Three shops stocked with maroon and orange Tech paraphernalia sit on one block of the main downtown strip - two on one side of the street, one on the other.

Banners bearing Tech's colors are commonplace in Blacksburg, especially on the eve of a major sporting events. Those banners continue to fly, but now they've been joined by ribbons of sorrow tied around trees and lampposts.

Students and locals were still milling about downtown last week though the foot traffic seemed less than usual.

Hampton Forbes, manager of Danny's World Famous Ancient Art Tattoo & Body Piercing shop who came to Blacksburg three years ago said the link between Tech and the town doesn't compare to his own college experience at the University of Delaware in Newark, Del.

"It was nothing like this," he said. As Forbes applied some fresh ink in the shape and colors of "VT" on the right foot of Tech senior Ashley Hawks, he said, "These kids are who we are."

"We're all tight," Forbes continued, noting that he had done more than 30 "VT" tattoos since the shootings. "We can't be who we are without the school."

Forbes estimates his client base is an even mix of locals and students.

Indeed, Tech is a significant source of revenue in Blacksburg, according to the Blacksburg Partnership, a local economic development organization.

University students pump an estimated $126 million into the local economy annually, and university employees generate $224 million in disposable income each year.

"It's a great, great relationship," said Christopher S. Lawrence, assistant to the town manager. "It has been, it still is, and it will be even stronger in the future."

While people near and far have grieved with Tech, the larger Blacksburg community has played a crucial role in coping with the shootings. It is during these tough times that the affinity folks feel for the university community is especially apparent.

"So many of us are so bruised," Lana Juarez, owner of Matrix Gallery, in downtown, said Friday afternoon.

"Everybody respects each other," continued Juarez, a Tech grad who decided to stay after her college days. "We love each other, and we value each other. That's how it feels today. It's a little calmer, but we can still cry at the drop of a dime."

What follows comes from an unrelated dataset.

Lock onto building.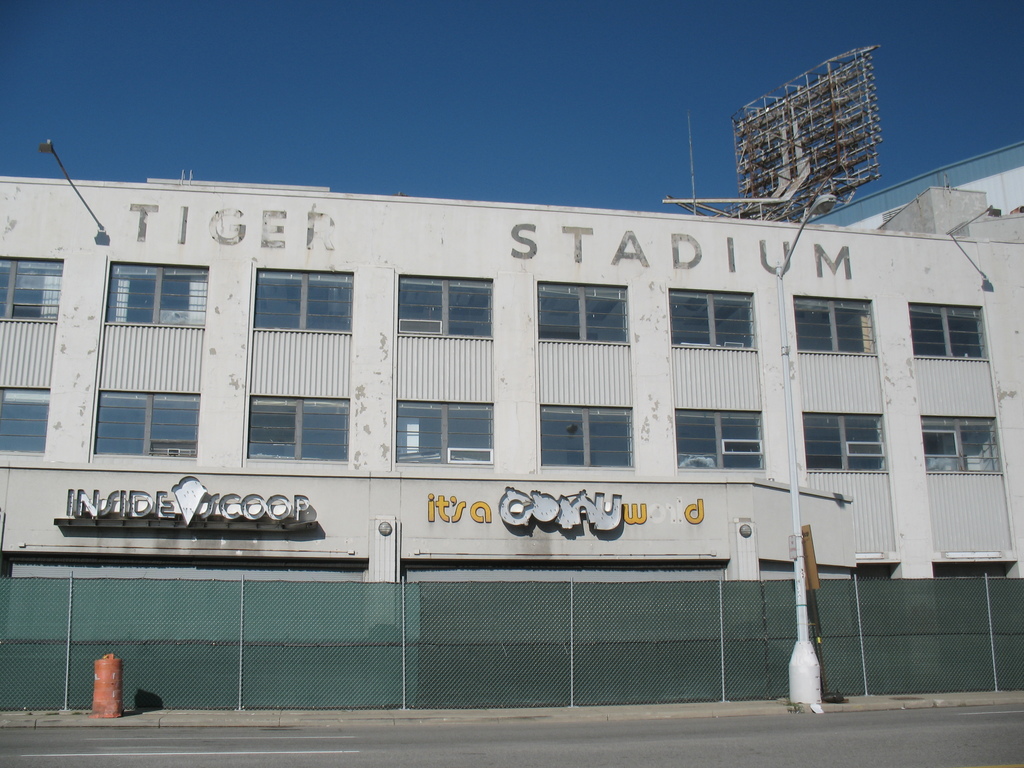
Locked: (0, 139, 1023, 681).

During the past emotional week, a morning show on a Roanoke radio station served as a crossroads of gossip, anger, sorrow and tragedy for residents throughout the Roanoke Valley.

Usually given to light banter and the top-40 playlist, the morning show extended long into the afternoon most days.

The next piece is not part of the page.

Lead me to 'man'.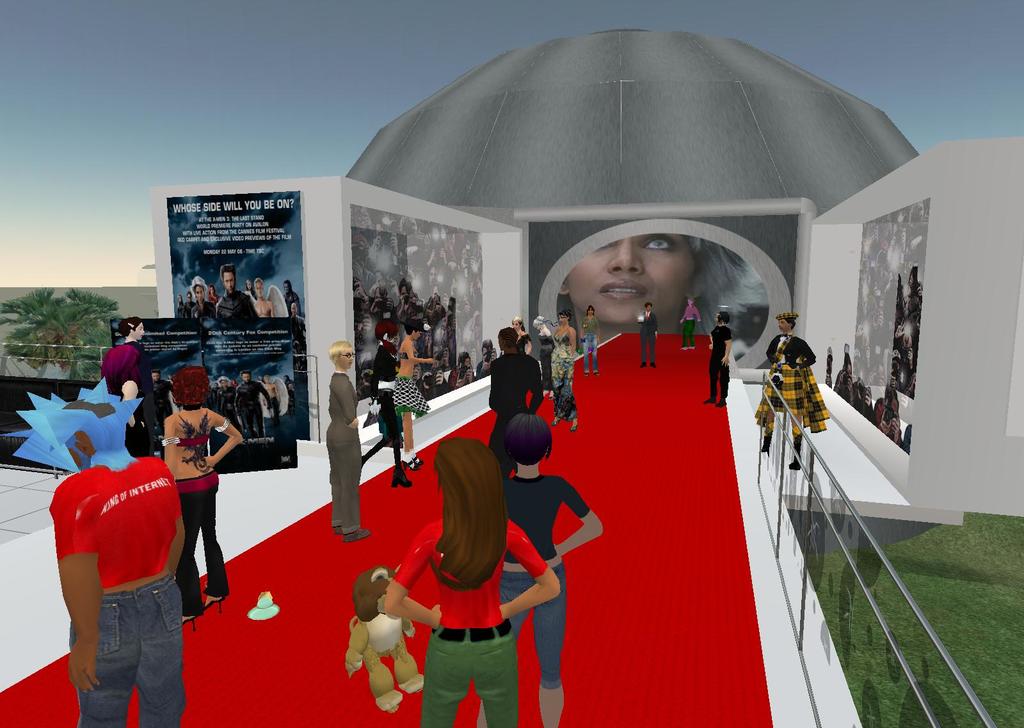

Some days, hosts Danny Meyers, 32, and Zack Jackson, 31, openly wept.

They broadcast drives for memorial ribbons, for yarn to knit mourning shawls and a plea for more cars to transport families swamped in the parking lot of the airport.

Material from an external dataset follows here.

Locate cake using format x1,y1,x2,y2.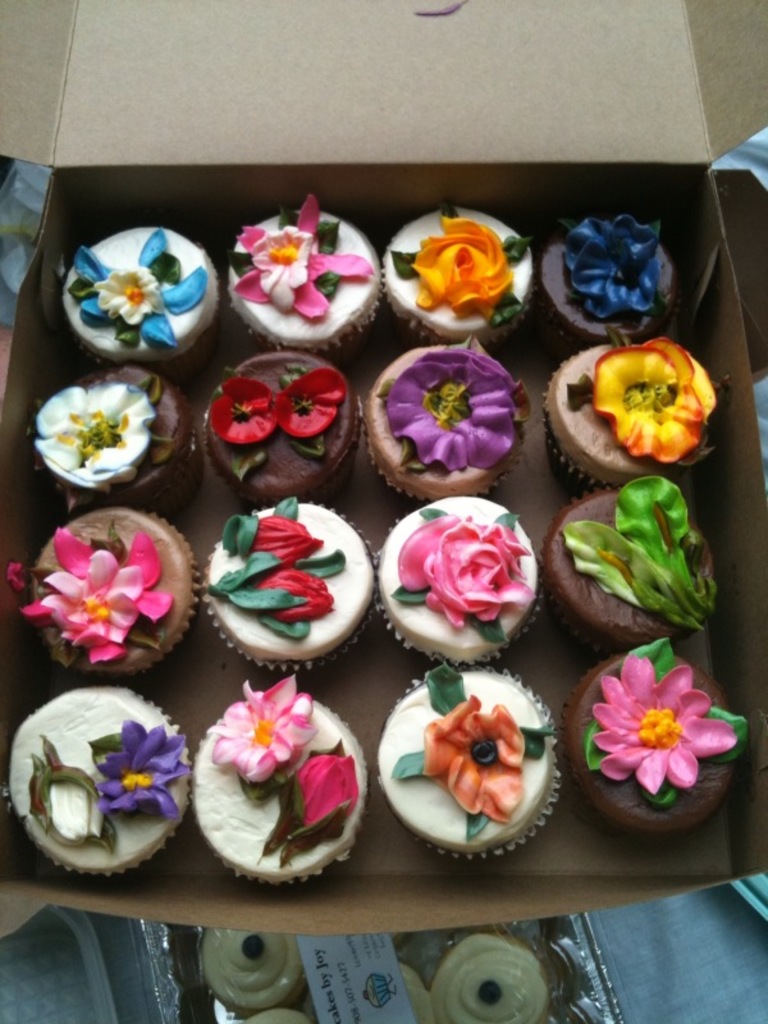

And after the broadcast of the Cho tapes, the two radio hosts immediately decided not to air them.

"I heard a student say he didn't care who the shooter was, that all he knew was that he would never see his sister again. That sealed it for me," Jackson said.

Jackson said the weeklong experience reflected a range of emotions that will serve of as a microcosm of what's to come in months and years ahead.

"To me, it brought to this place where we live what it must have been like in the communities where 9/11 took place," Jackson said. "The way the people reacted here, their love for one another and the care they show one another, for me, means that this is the place that will forever be my home. It cements my sense of where I want to live."

Contact staff writer Julian Walker at or (804) 649-6831.

Bill McKelway is a staff writer at the Richmond Times-Dispatch.